The two Zimbabwean journalists arrested last week as they were investigating the abduction of three opposition party members have been released on bail, a lawyers’ association said on Tuesday.
Frank Chikowore and Samuel Takawira, working for the online news outlet 263Chat, had been held on the grounds that they had breached Zimbabwe’s anti-coronavirus social distancing rules.
“The magistrate granted them 500 Zimbabwe dollars ($20) bail each,” Kumbirai Mafunda, a spokesperson for the Zimbabwe Lawyers for Human Rights, told reporters.
The pair were “ordered not to interfere with witnesses and continue to reside at the addresses they gave the police until the matter comes to an end”, he said outside the Mbare magistrate’s court in the capital.
Chikowore and Takawira were arrested on Friday at a private hospital where they were conducting interviews with an opposition lawmaker and two party officials.
The three had been admitted to the hospital after being allegedly abducted and tortured by as-yet unidentified assailants.
Accused of not maintaining adequate social distancing between themselves and interviewees, the journalists were arrested by a police officer guarding the hospital and charged with breaching regulations to curb the spread of coronavirus.
The pair were initially denied bail on their first court appearance on Friday, sparking outrage from local media and rights groups.
Despite the government categorising journalism as an essential service during the lockdown, numerous journalists have been harassed and jailed in the landlocked country.
Last month a Zimbabwean high court ordered police to desist from arresting, detaining or interfering with the work of journalists providing coverage during the Covid-19 lockdown which began March 30 in the southern African country.
Zimbabwe has so far recorded 56 cases of the respiratory disease including four deaths.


What you should do. How many lines below contain the word "your"? Reply solely with the number.

Web page and app entries:
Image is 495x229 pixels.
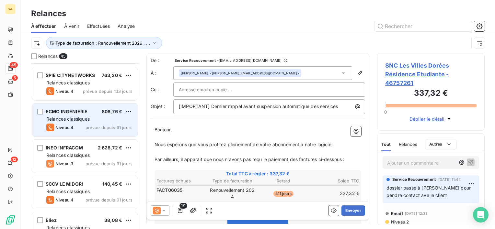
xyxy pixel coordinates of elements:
[102,181,122,187] span: 140,45 €
[309,187,360,201] td: 337,32 €
[46,218,57,223] span: Eliez
[385,87,476,100] h3: 337,32 €
[155,127,172,132] span: Bonjour,
[104,218,122,223] span: 38,08 €
[381,142,391,147] span: Tout
[55,40,150,46] span: Type de facturation : Renouvellement 2026 , ...
[155,171,360,177] span: Total TTC à régler : 337,32 €
[207,187,258,201] td: Renouvellement 2024
[151,57,173,64] span: De :
[31,23,56,29] span: À effectuer
[46,37,162,49] button: Type de facturation : Renouvellement 2026 , ...
[86,161,132,166] span: prévue depuis 91 jours
[46,189,90,194] span: Relances classiques
[46,153,90,158] span: Relances classiques
[156,187,182,194] span: FACT06035
[405,212,428,216] span: [DATE] 12:33
[425,139,456,150] button: Autres
[181,71,299,75] div: <[PERSON_NAME][EMAIL_ADDRESS][DOMAIN_NAME]>
[179,104,338,109] span: [IMPORTANT] Dernier rappel avant suspension automatique des services
[31,8,66,19] h3: Relances
[98,145,122,151] span: 2 628,72 €
[391,211,403,216] span: Email
[46,73,95,78] span: SPIE CITYNETWORKS
[46,145,83,151] span: INEO INFRACOM
[55,89,74,94] span: Niveau 4
[38,53,58,60] span: Relances
[392,177,436,183] span: Service Recouvrement
[273,191,293,197] span: 411 jours
[384,109,387,115] span: 0
[151,104,165,109] span: Objet :
[46,109,87,114] span: ECMO INGENIERIE
[155,142,334,147] span: Nous espérons que vous profitez pleinement de votre abonnement à notre logiciel.
[102,109,122,114] span: 808,76 €
[87,23,110,29] span: Effectuées
[46,181,83,187] span: SCCV LE MIDORI
[59,53,67,59] span: 45
[155,157,344,162] span: Par ailleurs, il apparait que nous n'avons pas reçu le paiement des factures ci-dessous :
[5,215,16,225] img: Logo LeanPay
[473,207,488,223] div: Open Intercom Messenger
[12,75,18,81] span: 5
[258,178,309,185] th: Retard
[102,73,122,78] span: 763,20 €
[55,161,73,166] span: Niveau 3
[151,86,173,93] label: Cc :
[46,116,90,122] span: Relances classiques
[151,70,173,76] label: À :
[438,178,461,182] span: [DATE] 11:44
[118,23,135,29] span: Analyse
[341,206,365,216] button: Envoyer
[179,203,187,209] span: 1/1
[11,157,18,163] span: 12
[10,62,18,68] span: 45
[31,63,139,229] div: grid
[64,23,79,29] span: À venir
[385,61,476,87] span: SNC Les Villes Dorées Résidence Etudiante - 46757261
[399,142,417,147] span: Relances
[217,59,281,63] span: - [EMAIL_ADDRESS][DOMAIN_NAME]
[175,59,216,63] span: Service Recouvrement
[207,178,258,185] th: Type de facturation
[5,4,16,14] div: SA
[181,71,208,75] span: [PERSON_NAME]
[374,21,472,31] input: Rechercher
[407,115,454,123] button: Déplier le détail
[386,185,472,198] span: dossier passé à [PERSON_NAME] pour pendre contact ave le client
[86,198,132,203] span: prévue depuis 91 jours
[156,178,207,185] th: Factures échues
[390,220,409,225] span: Niveau 2
[83,89,132,94] span: prévue depuis 133 jours
[55,198,74,203] span: Niveau 4
[309,178,360,185] th: Solde TTC
[86,125,132,130] span: prévue depuis 91 jours
[55,125,74,130] span: Niveau 4
[409,116,445,122] span: Déplier le détail
[46,80,90,86] span: Relances classiques
[179,85,248,95] input: Adresse email en copie ...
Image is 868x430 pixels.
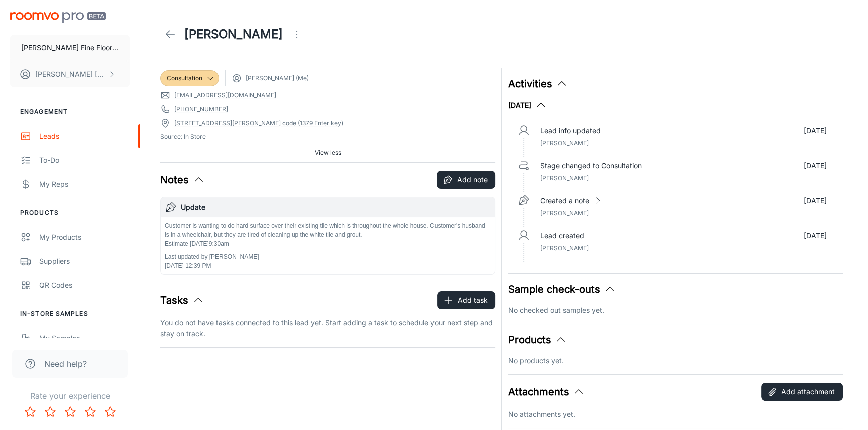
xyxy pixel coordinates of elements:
[804,230,827,241] p: [DATE]
[437,291,495,310] button: Add task
[160,70,219,86] div: Consultation
[167,73,202,83] span: Consultation
[508,332,566,347] button: Products
[39,131,129,142] div: Leads
[165,221,490,249] p: Customer is wanting to do hard surface over their existing tile which is throughout the whole hou...
[508,76,568,91] button: Activities
[10,61,129,87] button: [PERSON_NAME] [PERSON_NAME]
[175,91,277,99] a: [EMAIL_ADDRESS][DOMAIN_NAME]
[160,172,205,187] button: Notes
[39,179,129,190] div: My Reps
[10,34,129,61] button: [PERSON_NAME] Fine Floors, Inc
[540,160,642,171] p: Stage changed to Consultation
[160,132,495,141] span: Source: In Store
[540,245,588,252] span: [PERSON_NAME]
[39,256,129,267] div: Suppliers
[35,68,106,79] p: [PERSON_NAME] [PERSON_NAME]
[160,293,205,308] button: Tasks
[20,402,40,422] button: Rate 1 star
[315,149,342,157] span: View less
[175,104,228,114] a: [PHONE_NUMBER]
[508,356,842,367] p: No products yet.
[39,280,129,291] div: QR Codes
[181,202,490,213] h6: Update
[39,154,129,166] div: To-do
[246,73,309,83] span: [PERSON_NAME] (Me)
[540,125,601,136] p: Lead info updated
[437,171,495,189] button: Add note
[508,385,585,400] button: Attachments
[508,282,616,297] button: Sample check-outs
[540,175,588,182] span: [PERSON_NAME]
[40,402,60,422] button: Rate 2 star
[540,195,589,206] p: Created a note
[21,42,119,53] p: [PERSON_NAME] Fine Floors, Inc
[160,317,495,340] p: You do not have tasks connected to this lead yet. Start adding a task to schedule your next step ...
[8,390,132,402] p: Rate your experience
[508,409,842,420] p: No attachments yet.
[10,12,106,23] img: Roomvo PRO Beta
[60,402,80,422] button: Rate 3 star
[540,210,588,217] span: [PERSON_NAME]
[804,125,827,136] p: [DATE]
[311,145,345,160] button: View less
[804,160,827,171] p: [DATE]
[175,119,343,128] a: [STREET_ADDRESS][PERSON_NAME] code (1379 Enter key)
[508,99,546,111] button: [DATE]
[165,261,490,271] p: [DATE] 12:39 PM
[100,402,120,422] button: Rate 5 star
[540,230,584,241] p: Lead created
[165,252,490,261] p: Last updated by [PERSON_NAME]
[44,358,87,370] span: Need help?
[39,232,129,243] div: My Products
[161,197,495,275] button: UpdateCustomer is wanting to do hard surface over their existing tile which is throughout the who...
[80,402,100,422] button: Rate 4 star
[287,24,307,44] button: Open menu
[39,333,129,344] div: My Samples
[185,25,282,43] h1: [PERSON_NAME]
[761,383,843,402] button: Add attachment
[804,195,827,206] p: [DATE]
[508,305,842,316] p: No checked out samples yet.
[540,139,588,147] span: [PERSON_NAME]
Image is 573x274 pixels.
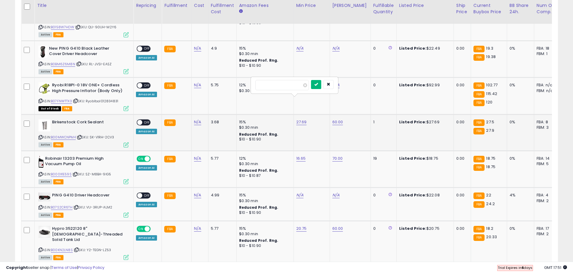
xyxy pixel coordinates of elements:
span: ON [137,156,145,161]
div: Amazon AI [136,129,157,134]
div: FBM: 5 [537,161,557,167]
div: 0% [510,156,530,161]
span: 22 [486,192,491,198]
div: 12% [239,156,289,161]
div: Amazon AI [136,235,157,241]
a: B07S2CR6TH [51,205,73,210]
small: FBA [474,128,485,135]
div: 0 [373,46,392,51]
a: B00MWCNPM4 [51,135,76,140]
div: Current Buybox Price [474,2,505,15]
div: [PERSON_NAME] [333,2,368,9]
span: 24.2 [486,201,495,207]
div: ASIN: [39,156,129,184]
div: 0.00 [457,119,466,125]
span: | SKU: SZ-M8BA-9IG5 [73,172,111,177]
a: N/A [194,156,201,162]
div: Amazon AI [136,55,157,60]
div: Amazon Fees [239,2,291,9]
div: 15% [239,193,289,198]
div: Min Price [296,2,327,9]
div: $22.08 [399,193,449,198]
span: FBA [53,255,64,260]
div: FBM: 1 [537,51,557,57]
span: Trial Expires in days [498,265,533,270]
div: 5.75 [211,82,232,88]
small: FBA [164,226,175,233]
a: 60.00 [333,226,343,232]
span: FBA [53,142,64,147]
span: | SKU: Y2-TEGN-LZ53 [74,248,111,253]
div: FBA: 4 [537,193,557,198]
a: B000X1E59S [51,172,72,177]
b: 6 [522,265,524,270]
div: 12% [239,82,289,88]
div: $0.30 min [239,125,289,130]
span: 27.5 [486,119,494,125]
div: $20.75 [399,226,449,231]
div: $18.75 [399,156,449,161]
div: FBM: 3 [537,125,557,130]
b: Hypro 3522120 8" [DEMOGRAPHIC_DATA]-Threaded Solid Tank Lid [52,226,125,244]
a: Privacy Policy [78,265,104,271]
div: 4% [510,193,530,198]
div: ASIN: [39,3,129,36]
span: All listings currently available for purchase on Amazon [39,213,52,218]
div: 0 [373,226,392,231]
a: B00KN2LN8S [51,248,73,253]
span: All listings currently available for purchase on Amazon [39,142,52,147]
b: Robinair 13203 Premium High Vacuum Pump Oil [45,156,118,169]
div: $27.69 [399,119,449,125]
a: B0BM6Z6M8N [51,62,75,67]
small: FBA [474,82,485,89]
small: FBA [474,119,485,126]
small: FBA [474,91,485,98]
b: Reduced Prof. Rng. [239,168,279,173]
div: 15% [239,119,289,125]
div: 5.77 [211,226,232,231]
div: $10 - $10.90 [239,137,289,142]
span: All listings currently available for purchase on Amazon [39,179,52,184]
div: Fulfillable Quantity [373,2,394,15]
div: Fulfillment Cost [211,2,234,15]
div: 0 [373,193,392,198]
a: 70.00 [333,156,343,162]
span: 18.75 [486,164,496,170]
span: OFF [142,120,152,125]
span: FBA [62,106,72,111]
div: $10 - $10.90 [239,243,289,249]
span: FBA [53,32,64,37]
a: B07FNWTTX3 [51,99,72,104]
div: Num of Comp. [537,2,559,15]
span: OFF [142,193,152,198]
span: 20.33 [486,234,497,240]
img: 41SabwmI54L._SL40_.jpg [39,82,51,95]
div: 0.00 [457,226,466,231]
div: 0.00 [457,46,466,51]
b: Reduced Prof. Rng. [239,205,279,210]
div: BB Share 24h. [510,2,532,15]
span: 2025-09-11 17:51 GMT [544,265,567,271]
div: FBA: n/a [537,82,557,88]
div: 0% [510,82,530,88]
span: FBA [53,179,64,184]
span: | SKU: RL-JVSI-EASZ [76,62,112,67]
div: FBA: 17 [537,226,557,231]
a: N/A [194,226,201,232]
a: B0158W7HDW [51,25,74,30]
b: Listed Price: [399,226,427,231]
div: 19 [373,156,392,161]
span: 102.77 [486,82,498,88]
div: 0.00 [457,193,466,198]
span: 115.42 [486,91,497,97]
span: | SKU: SK-V1RH-2CV3 [77,135,114,140]
img: 31HMjj7pbcL._SL40_.jpg [39,226,51,238]
div: FBM: 2 [537,198,557,204]
div: $22.49 [399,46,449,51]
div: FBM: n/a [537,88,557,94]
span: | SKU: Ryobitool012834831 [73,99,118,104]
div: $10 - $10.90 [239,210,289,215]
img: 4173fYAdM0L._SL40_.jpg [39,193,51,202]
div: ASIN: [39,119,129,147]
small: FBA [164,119,175,126]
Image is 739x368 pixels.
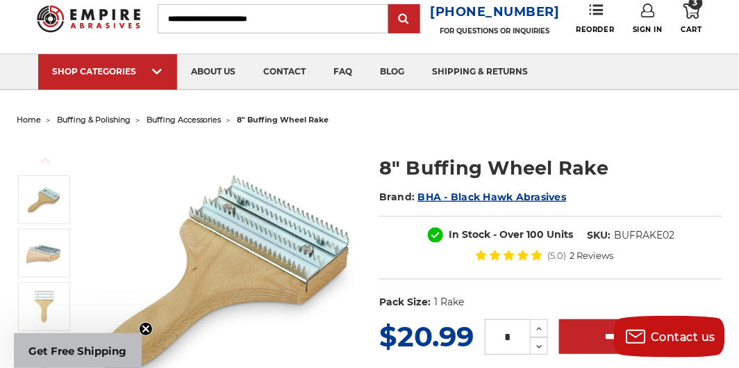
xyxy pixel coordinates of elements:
a: [PHONE_NUMBER] [430,2,560,22]
button: Previous [28,145,62,175]
span: 2 Reviews [570,251,613,260]
span: Reorder [577,25,615,34]
a: Reorder [577,3,615,33]
a: blog [366,54,418,90]
span: (5.0) [547,251,566,260]
a: contact [249,54,320,90]
span: Sign In [633,25,663,34]
dd: BUFRAKE02 [615,228,675,242]
dt: SKU: [588,228,611,242]
span: Contact us [652,330,716,343]
h1: 8" Buffing Wheel Rake [379,154,723,181]
span: Brand: [379,190,415,203]
img: buff rake for cleaning compound [26,236,61,270]
a: faq [320,54,366,90]
a: BHA - Black Hawk Abrasives [418,190,567,203]
a: 3 Cart [682,3,702,34]
button: Contact us [614,315,725,357]
span: Cart [682,25,702,34]
p: FOR QUESTIONS OR INQUIRIES [430,26,560,35]
span: 8" buffing wheel rake [238,115,329,124]
div: Get Free ShippingClose teaser [14,333,142,368]
a: shipping & returns [418,54,542,90]
span: $20.99 [379,319,474,353]
span: In Stock [450,228,491,240]
span: - Over [494,228,525,240]
img: buffing wheel cleaning rake [26,289,61,324]
a: about us [177,54,249,90]
img: 8 inch single handle buffing wheel rake [26,182,61,217]
span: Units [547,228,574,240]
button: Close teaser [139,322,153,336]
span: Get Free Shipping [29,344,127,357]
div: SHOP CATEGORIES [52,66,163,76]
dd: 1 Rake [434,295,464,309]
dt: Pack Size: [379,295,431,309]
span: 100 [527,228,545,240]
input: Submit [390,6,418,33]
a: buffing accessories [147,115,222,124]
a: home [17,115,41,124]
a: buffing & polishing [57,115,131,124]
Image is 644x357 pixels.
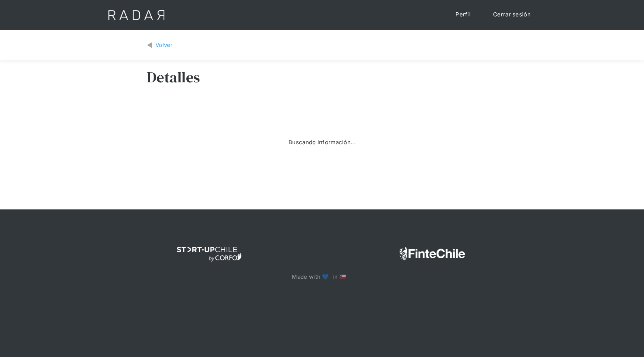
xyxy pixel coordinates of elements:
[292,273,352,281] p: Made with 💙 in 🇨🇱
[147,41,173,50] a: Volver
[486,7,538,22] a: Cerrar sesión
[289,138,355,147] div: Buscando información...
[156,41,173,50] div: Volver
[147,68,200,87] h3: Detalles
[448,7,478,22] a: Perfil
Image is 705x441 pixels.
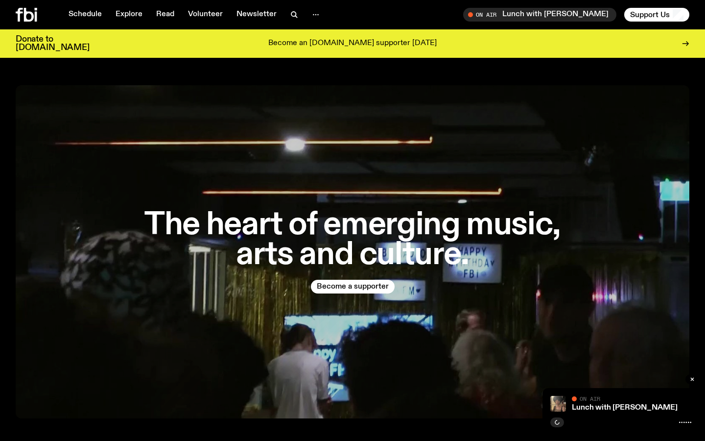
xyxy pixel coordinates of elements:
p: Become an [DOMAIN_NAME] supporter [DATE] [268,39,437,48]
a: Newsletter [231,8,283,22]
span: On Air [580,395,601,402]
a: Volunteer [182,8,229,22]
button: Support Us [625,8,690,22]
span: Support Us [631,10,670,19]
button: Become a supporter [311,280,395,293]
h1: The heart of emerging music, arts and culture. [133,210,572,270]
button: On AirLunch with [PERSON_NAME] [463,8,617,22]
a: Explore [110,8,148,22]
a: Schedule [63,8,108,22]
a: Lunch with [PERSON_NAME] [572,404,678,412]
h3: Donate to [DOMAIN_NAME] [16,35,90,52]
a: Read [150,8,180,22]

Task answer. 2